Web Only / Features » June 13, 2014
The Problem with Philanthropy
The occasional $120 million check doesn’t offset tech billionaires’ erosion of the public sector.
To understand the conflict
between democracy and this kind of philanthropy, remember that private
donations typically come with conditions about how the money must be
allocated.
Discussing the economy, Gore lamented that “we have rising levels of inequality and chronic underinvestment” in public programs. He reminded the crowd that when “95 percent of all the additional national income in the U.S., since the recovery began in ’09, goes to the top 1%, that’s not an Occupy Wall Street slogan, that’s a fact.”
Gore may have been alluding to the tech economy becoming a significant driver of that inequality.
As Princeton economist Alan Blinder noted in a January Wall Street Journal op-ed, technology is “clearly the major villain” in rising economic inequality, as “e-commerce eliminated many ‘ordinary’ jobs (while) enhanc(ing) the opportunities and rewards for some ‘extraordinary’ jobs.” One way to see this is in the app economy, which often rewards billions to companies with a relatively few employees, thus concentrating wealth in fewer hands.
Later in his discussion, Gore said that “democracy has been hacked” by moneyed interests. Then, in response to a question about tech billionaires spending big on allegedly philanthropic enterprises, he said: “That’s a good thing, as long as the rest of us don’t ever fall prey to the illusion that charity is going to do the job of what democracy needs to do.”
Those latter comments come only a few weeks after Facebook’s Mark Zuckerberg announced a $120 million donation to San Francisco-area schools. That donation came only a few years after California considered a ballot measure to increase funding for its schools. Zuckerberg was notably absent from the campaign to pass the measure.
That detail is germane to Gore’s point about charity and democracy. Indeed, there seems to be a trend of billionaires and tech firms making private donations to public institutions ostensibly with the goal of improving public services. Yet, many of these billionaires are absent from efforts to raise public resources for those same institutions. Zuckerberg is only one example.
For instance, hedge funders make big donations to charter schools. Yet, the hedge fund industry lobbies against higher taxes that would generate new revenue for education.
Likewise, there are the Koch Brothers, who simultaneously finance the nationwide anti-tax movement while making huge donations to public institutions.
Meanwhile, Microsoft boasts about making donations to schools, while the company has opposed proposals to increase taxes to fund those schools.
To understand the conflict between democracy and this kind of philanthropy, remember that private donations typically come with conditions about how the money must be allocated. In education, those conditions can be about anything from curriculum to testing standards to school structure. No matter what the conditions are, though, they effectively circumvent the democratic process and dictate policy to public institutions. While those institutions can reject a private donor's money, they are often desperate for resources.
In this, we see a vicious cycle that undermines democratic control. Big money interests use anti-democratic campaign finance laws to fund anti-tax policies that deprive public institutions of resources. Those policies make public institutions desperate for private resources. When philanthropists offer those resources, they often make the money contingent on public officials relinquishing democratic control and acceding to ideological demands.
Disruption theory is usually the defense of all this—the hypothesis being that billionaire cash is the only way to force public institutions to do what they supposedly need to do. But whether or not you believe that theory, Gore is correct: It isn't democratic. In fact, it is quite the opposite.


### What to produce
State the number of lines in the records underneath where the word "horizontal" turns up, and say nothing else.

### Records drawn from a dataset
***

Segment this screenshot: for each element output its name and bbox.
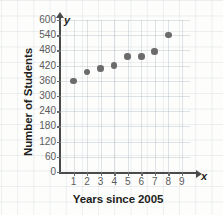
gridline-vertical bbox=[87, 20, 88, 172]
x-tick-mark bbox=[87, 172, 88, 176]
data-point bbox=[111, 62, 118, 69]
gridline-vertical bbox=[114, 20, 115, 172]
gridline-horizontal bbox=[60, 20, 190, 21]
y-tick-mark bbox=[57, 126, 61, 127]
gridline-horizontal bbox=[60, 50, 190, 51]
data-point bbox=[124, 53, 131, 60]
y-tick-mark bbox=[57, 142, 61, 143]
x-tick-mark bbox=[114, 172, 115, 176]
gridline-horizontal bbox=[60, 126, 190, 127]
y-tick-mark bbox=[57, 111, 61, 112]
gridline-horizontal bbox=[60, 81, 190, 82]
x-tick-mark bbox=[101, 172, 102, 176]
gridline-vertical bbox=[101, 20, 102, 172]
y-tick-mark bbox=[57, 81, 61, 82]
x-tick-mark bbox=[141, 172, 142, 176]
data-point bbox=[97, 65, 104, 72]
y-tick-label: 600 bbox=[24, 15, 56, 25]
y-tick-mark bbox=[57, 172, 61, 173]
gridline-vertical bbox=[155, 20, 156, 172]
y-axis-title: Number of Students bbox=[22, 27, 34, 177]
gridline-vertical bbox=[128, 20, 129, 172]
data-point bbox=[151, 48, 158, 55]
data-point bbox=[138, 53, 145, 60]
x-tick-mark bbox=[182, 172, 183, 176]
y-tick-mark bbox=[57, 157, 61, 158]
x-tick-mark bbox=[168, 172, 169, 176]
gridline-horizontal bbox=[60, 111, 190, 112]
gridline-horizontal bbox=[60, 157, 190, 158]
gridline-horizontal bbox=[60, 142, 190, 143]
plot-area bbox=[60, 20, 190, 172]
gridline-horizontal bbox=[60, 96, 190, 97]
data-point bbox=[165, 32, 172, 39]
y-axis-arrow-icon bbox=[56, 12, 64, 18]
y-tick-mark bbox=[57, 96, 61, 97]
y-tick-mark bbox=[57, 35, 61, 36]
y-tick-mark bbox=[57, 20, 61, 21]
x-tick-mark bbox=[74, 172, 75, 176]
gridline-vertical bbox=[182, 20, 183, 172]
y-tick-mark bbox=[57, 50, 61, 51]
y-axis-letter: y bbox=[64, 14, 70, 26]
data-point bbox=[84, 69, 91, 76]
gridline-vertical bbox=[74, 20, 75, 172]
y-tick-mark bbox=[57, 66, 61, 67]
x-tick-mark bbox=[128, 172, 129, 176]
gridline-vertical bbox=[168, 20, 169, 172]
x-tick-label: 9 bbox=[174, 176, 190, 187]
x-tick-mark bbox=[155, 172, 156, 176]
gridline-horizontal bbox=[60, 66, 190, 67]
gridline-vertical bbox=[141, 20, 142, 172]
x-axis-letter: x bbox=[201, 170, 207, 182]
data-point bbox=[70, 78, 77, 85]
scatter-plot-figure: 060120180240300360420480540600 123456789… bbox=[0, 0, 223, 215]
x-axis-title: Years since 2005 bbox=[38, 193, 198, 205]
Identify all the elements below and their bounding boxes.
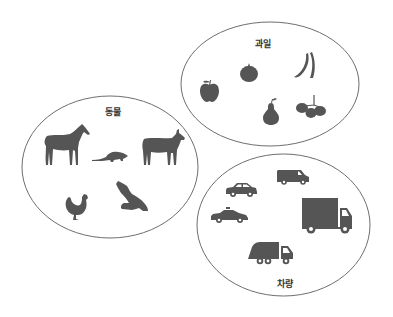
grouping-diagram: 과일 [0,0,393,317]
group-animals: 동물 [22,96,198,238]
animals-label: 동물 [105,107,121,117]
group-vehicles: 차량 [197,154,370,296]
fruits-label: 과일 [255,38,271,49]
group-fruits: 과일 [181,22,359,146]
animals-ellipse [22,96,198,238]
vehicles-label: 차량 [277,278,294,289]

***

### Result
9